Cognitive Load Measurement
Personnel: Lian Zhang, Joshua Wade, Dayi Bian, Jing Fan
Goals/Objectives:
- Fuse multimodal information to measure cognitive load of individuals with ASD during use of a driving simulator
Outline:
A novel virtual reality (VR)-based driving system was developed in order to teach driving skills to adolescents with ASD. The objective of this project is to fuse the multimodal information to measure cognitive load during driving such that driving tasks can be individualized for optimal skill learning. This driving system is capable of gathering eye gaze, electroencephalography, and peripheral physiology data in addition to driving performance data. The collected data was used for systematic feature extraction and classification of cognitive loads based on five well-known machine learning methods. Subsequently, three information fusion schemes—feature level fusion, decision level fusion and hybrid level fusion—were explored. We found that multimodal information fusion can be used to measure cognitive load with high accuracy.
Publications:
- Lian, Zhang, Joshua Wade, Dayi Bian, Jing Fan, Amy Swanson, Amy Weitlauf, Zachary Warren, and Nilanjan Sarkar. “Cognitive load measurement in a Virtual Reality-based Driving System for Autism Intervention.” IEEE Transactions on Affective Computing (2016).
- Zhang, Lian, Joshua Wade, Amy Swanson, Amy Weitlauf, Zachary Warren, and Nilanjan Sarkar. “Cognitive state measurement from eye gaze analysis in an intelligent virtual reality driving system for autism intervention.” In Affective Computing and Intelligent Interaction (ACII), 2015 International Conference on, 2015.
- Zhang, Lian, Joshua Wade, Dayi Bian, Jing Fan, Amy Swanson, Amy Weitlauf, Zachary Warren, and Nilanjan Sarkar. “Multimodal fusion for cognitive load measurement in an adaptive virtual reality driving task for autism intervention.” In International Conference on Universal Access in Human-Computer Interaction, 2015.
- Zhang, Lian, Joshua W. Wade, Dayi Bian, Amy Swanson, Zachary Warren, and Nilanjan Sarkar. “Data Fusion for Difficulty Adjustment in an Adaptive Virtual Reality Game System for Autism Intervention.” In International Conference on Human-Computer Interaction, 2014.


> **EXERCISE PROMPT**
The answer must repeat every record exactly, with all pictures omitted.

[GIVEN RECORDS — start]

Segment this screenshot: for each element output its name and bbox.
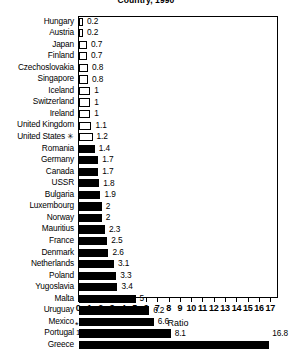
x-axis-tick bbox=[225, 298, 226, 302]
category-label: Japan bbox=[0, 39, 74, 50]
x-axis-tick bbox=[89, 298, 90, 302]
bar-row: Austria0.2 bbox=[0, 28, 292, 40]
x-axis-tick bbox=[112, 298, 113, 302]
bar bbox=[79, 272, 116, 280]
category-label: Germany bbox=[0, 154, 74, 165]
bar-value-label: 8.1 bbox=[175, 328, 186, 339]
bar bbox=[79, 75, 88, 83]
category-label: Poland bbox=[0, 270, 74, 281]
chart-title: Country, 1990 bbox=[0, 0, 292, 5]
x-axis-tick bbox=[101, 298, 102, 302]
bar bbox=[79, 237, 107, 245]
bar-row: Poland3.3 bbox=[0, 270, 292, 282]
x-axis-tick bbox=[146, 298, 147, 302]
category-label: United Kingdom bbox=[0, 119, 74, 130]
category-label: Bulgaria bbox=[0, 189, 74, 200]
bar-row: Netherlands3.1 bbox=[0, 259, 292, 271]
bar bbox=[79, 249, 108, 257]
bar-row: United States ✳1.2 bbox=[0, 132, 292, 144]
bar-value-label: 1.4 bbox=[99, 143, 110, 154]
bar bbox=[79, 202, 102, 210]
bar-value-label: 1 bbox=[94, 108, 99, 119]
bar-value-label: 1.7 bbox=[102, 154, 113, 165]
bar-row: Germany1.7 bbox=[0, 155, 292, 167]
x-axis-tick bbox=[259, 298, 260, 302]
bar-row: USSR1.8 bbox=[0, 178, 292, 190]
x-axis-tick-labels: 01234567891011121314151617 bbox=[0, 303, 292, 315]
category-label: Portugal bbox=[0, 327, 74, 338]
bar-value-label: 2.6 bbox=[112, 247, 123, 258]
bar-row: Switzerland1 bbox=[0, 97, 292, 109]
bar bbox=[79, 191, 100, 199]
bar bbox=[79, 260, 114, 268]
bar-value-label: 2.3 bbox=[109, 224, 120, 235]
category-label: Singapore bbox=[0, 73, 74, 84]
bar-row: Finland0.7 bbox=[0, 51, 292, 63]
category-label: Czechoslovakia bbox=[0, 62, 74, 73]
bar-row: Singapore0.8 bbox=[0, 74, 292, 86]
bar bbox=[79, 41, 87, 49]
x-axis-tick bbox=[270, 298, 271, 302]
bar-row: France2.5 bbox=[0, 235, 292, 247]
bar bbox=[79, 283, 117, 291]
category-label: Mexico bbox=[0, 316, 74, 327]
x-axis-tick bbox=[78, 298, 79, 302]
bar-row: Hungary0.2 bbox=[0, 16, 292, 28]
bar-row: Ireland1 bbox=[0, 108, 292, 120]
bar-value-label: 0.7 bbox=[91, 39, 102, 50]
bar bbox=[79, 87, 90, 95]
category-label: Finland bbox=[0, 50, 74, 61]
bar bbox=[79, 64, 88, 72]
bar-value-label: 2 bbox=[106, 201, 111, 212]
bar-row: Romania1.4 bbox=[0, 143, 292, 155]
bar bbox=[79, 214, 102, 222]
bar-row: Iceland1 bbox=[0, 85, 292, 97]
category-label: Denmark bbox=[0, 247, 74, 258]
bar bbox=[79, 18, 83, 26]
category-label: France bbox=[0, 235, 74, 246]
category-label: USSR bbox=[0, 177, 74, 188]
bar-chart-figure: Country, 1990 Hungary0.2Austria0.2Japan0… bbox=[0, 0, 292, 349]
bar bbox=[79, 341, 269, 349]
bar-row: Canada1.7 bbox=[0, 166, 292, 178]
bar-value-label: 1 bbox=[94, 97, 99, 108]
category-label: Greece bbox=[0, 339, 74, 349]
x-axis-tick bbox=[214, 298, 215, 302]
x-axis-tick bbox=[135, 298, 136, 302]
bar-value-label: 1.9 bbox=[104, 189, 115, 200]
x-axis-tick bbox=[180, 298, 181, 302]
category-label: Netherlands bbox=[0, 258, 74, 269]
category-label: Mauritius bbox=[0, 223, 74, 234]
x-axis-tick bbox=[236, 298, 237, 302]
bar-value-label: 16.8 bbox=[272, 328, 288, 339]
footnote: * 1989 data. bbox=[76, 322, 114, 338]
bar bbox=[79, 179, 99, 187]
bar-row: Portugal8.1 bbox=[0, 328, 292, 340]
bar-row: Denmark2.6 bbox=[0, 247, 292, 259]
bar bbox=[79, 145, 95, 153]
x-axis-tick bbox=[123, 298, 124, 302]
bar-rows-container: Hungary0.2Austria0.2Japan0.7Finland0.7Cz… bbox=[0, 16, 292, 298]
bar-value-label: 1.2 bbox=[97, 131, 108, 142]
bar-row: Bulgaria1.9 bbox=[0, 189, 292, 201]
bar-row: Mauritius2.3 bbox=[0, 224, 292, 236]
category-label: Austria bbox=[0, 27, 74, 38]
bar-row: Greece16.8 bbox=[0, 339, 292, 349]
bar-value-label: 2.5 bbox=[111, 235, 122, 246]
bar bbox=[79, 168, 98, 176]
footnote-marker-icon: ✳ bbox=[65, 132, 74, 141]
category-label: Canada bbox=[0, 166, 74, 177]
x-axis-tick-label: 17 bbox=[263, 303, 277, 314]
bar bbox=[79, 52, 87, 60]
bar-value-label: 0.8 bbox=[92, 62, 103, 73]
category-label: Norway bbox=[0, 212, 74, 223]
category-label: Iceland bbox=[0, 85, 74, 96]
bar-value-label: 3.4 bbox=[121, 281, 132, 292]
bar-value-label: 1.8 bbox=[103, 178, 114, 189]
bar-row: Luxembourg2 bbox=[0, 201, 292, 213]
category-label: Ireland bbox=[0, 108, 74, 119]
bar-value-label: 0.2 bbox=[87, 27, 98, 38]
bar bbox=[79, 29, 83, 37]
category-label: Luxembourg bbox=[0, 200, 74, 211]
bar bbox=[79, 98, 90, 106]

[GIVEN RECORDS — finish]

> **ANSWER SECTION**
Segment this screenshot: for each element output its name and bbox.
x-axis-tick bbox=[225, 298, 226, 302]
category-label: Japan bbox=[0, 39, 74, 50]
x-axis-tick bbox=[89, 298, 90, 302]
bar-row: Austria0.2 bbox=[0, 28, 292, 40]
x-axis-tick bbox=[112, 298, 113, 302]
bar bbox=[79, 272, 116, 280]
category-label: Germany bbox=[0, 154, 74, 165]
bar-value-label: 8.1 bbox=[175, 328, 186, 339]
bar bbox=[79, 75, 88, 83]
category-label: Poland bbox=[0, 270, 74, 281]
chart-title: Country, 1990 bbox=[0, 0, 292, 5]
x-axis-tick bbox=[101, 298, 102, 302]
bar bbox=[79, 237, 107, 245]
bar-row: Poland3.3 bbox=[0, 270, 292, 282]
x-axis-tick bbox=[146, 298, 147, 302]
category-label: United Kingdom bbox=[0, 119, 74, 130]
category-label: Bulgaria bbox=[0, 189, 74, 200]
bar-row: Netherlands3.1 bbox=[0, 259, 292, 271]
bar bbox=[79, 249, 108, 257]
bar-row: United States ✳1.2 bbox=[0, 132, 292, 144]
bar-value-label: 1.4 bbox=[99, 143, 110, 154]
bar bbox=[79, 202, 102, 210]
bar-value-label: 1 bbox=[94, 108, 99, 119]
bar-value-label: 1.7 bbox=[102, 154, 113, 165]
bar-row: Germany1.7 bbox=[0, 155, 292, 167]
x-axis-tick bbox=[259, 298, 260, 302]
bar-row: USSR1.8 bbox=[0, 178, 292, 190]
x-axis-tick-labels: 01234567891011121314151617 bbox=[0, 303, 292, 315]
category-label: Portugal bbox=[0, 327, 74, 338]
bar-value-label: 2.6 bbox=[112, 247, 123, 258]
bar-row: Switzerland1 bbox=[0, 97, 292, 109]
bar bbox=[79, 191, 100, 199]
bar bbox=[79, 260, 114, 268]
bar-value-label: 2.3 bbox=[109, 224, 120, 235]
category-label: Singapore bbox=[0, 73, 74, 84]
bar-row: Finland0.7 bbox=[0, 51, 292, 63]
category-label: Czechoslovakia bbox=[0, 62, 74, 73]
bar-row: Singapore0.8 bbox=[0, 74, 292, 86]
bar bbox=[79, 41, 87, 49]
x-axis-tick bbox=[270, 298, 271, 302]
bar-row: France2.5 bbox=[0, 235, 292, 247]
bar bbox=[79, 283, 117, 291]
category-label: Mexico bbox=[0, 316, 74, 327]
x-axis-tick bbox=[78, 298, 79, 302]
bar-row: Hungary0.2 bbox=[0, 16, 292, 28]
bar-row: Ireland1 bbox=[0, 108, 292, 120]
bar-value-label: 0.7 bbox=[91, 39, 102, 50]
bar bbox=[79, 87, 90, 95]
category-label: Finland bbox=[0, 50, 74, 61]
bar bbox=[79, 64, 88, 72]
bar-value-label: 2 bbox=[106, 201, 111, 212]
bar-row: Romania1.4 bbox=[0, 143, 292, 155]
bar bbox=[79, 214, 102, 222]
bar-row: Iceland1 bbox=[0, 85, 292, 97]
category-label: Denmark bbox=[0, 247, 74, 258]
bar bbox=[79, 18, 83, 26]
category-label: France bbox=[0, 235, 74, 246]
category-label: USSR bbox=[0, 177, 74, 188]
bar-chart-figure: Country, 1990 Hungary0.2Austria0.2Japan0… bbox=[0, 0, 292, 349]
bar bbox=[79, 341, 269, 349]
bar-row: Canada1.7 bbox=[0, 166, 292, 178]
bar-value-label: 1 bbox=[94, 97, 99, 108]
category-label: Greece bbox=[0, 339, 74, 349]
x-axis-tick bbox=[214, 298, 215, 302]
x-axis-tick bbox=[135, 298, 136, 302]
bar-value-label: 1.9 bbox=[104, 189, 115, 200]
x-axis-tick bbox=[180, 298, 181, 302]
category-label: Netherlands bbox=[0, 258, 74, 269]
category-label: Mauritius bbox=[0, 223, 74, 234]
x-axis-tick bbox=[236, 298, 237, 302]
bar-value-label: 16.8 bbox=[272, 328, 288, 339]
footnote: * 1989 data. bbox=[76, 322, 114, 338]
bar bbox=[79, 179, 99, 187]
bar-row: Portugal8.1 bbox=[0, 328, 292, 340]
bar-row: Denmark2.6 bbox=[0, 247, 292, 259]
bar bbox=[79, 145, 95, 153]
x-axis-tick bbox=[123, 298, 124, 302]
bar-rows-container: Hungary0.2Austria0.2Japan0.7Finland0.7Cz… bbox=[0, 16, 292, 298]
bar-value-label: 1.2 bbox=[97, 131, 108, 142]
bar-row: Bulgaria1.9 bbox=[0, 189, 292, 201]
bar-row: Mauritius2.3 bbox=[0, 224, 292, 236]
category-label: Austria bbox=[0, 27, 74, 38]
bar-row: Greece16.8 bbox=[0, 339, 292, 349]
bar-value-label: 2.5 bbox=[111, 235, 122, 246]
bar bbox=[79, 168, 98, 176]
footnote-marker-icon: ✳ bbox=[65, 132, 74, 141]
category-label: Canada bbox=[0, 166, 74, 177]
x-axis-tick-label: 17 bbox=[263, 303, 277, 314]
bar bbox=[79, 52, 87, 60]
bar-value-label: 0.8 bbox=[92, 62, 103, 73]
category-label: Norway bbox=[0, 212, 74, 223]
category-label: Iceland bbox=[0, 85, 74, 96]
bar-value-label: 3.4 bbox=[121, 281, 132, 292]
bar-value-label: 1.8 bbox=[103, 178, 114, 189]
bar-row: Luxembourg2 bbox=[0, 201, 292, 213]
category-label: Ireland bbox=[0, 108, 74, 119]
bar-value-label: 0.2 bbox=[87, 27, 98, 38]
bar bbox=[79, 29, 83, 37]
category-label: Luxembourg bbox=[0, 200, 74, 211]
bar bbox=[79, 98, 90, 106]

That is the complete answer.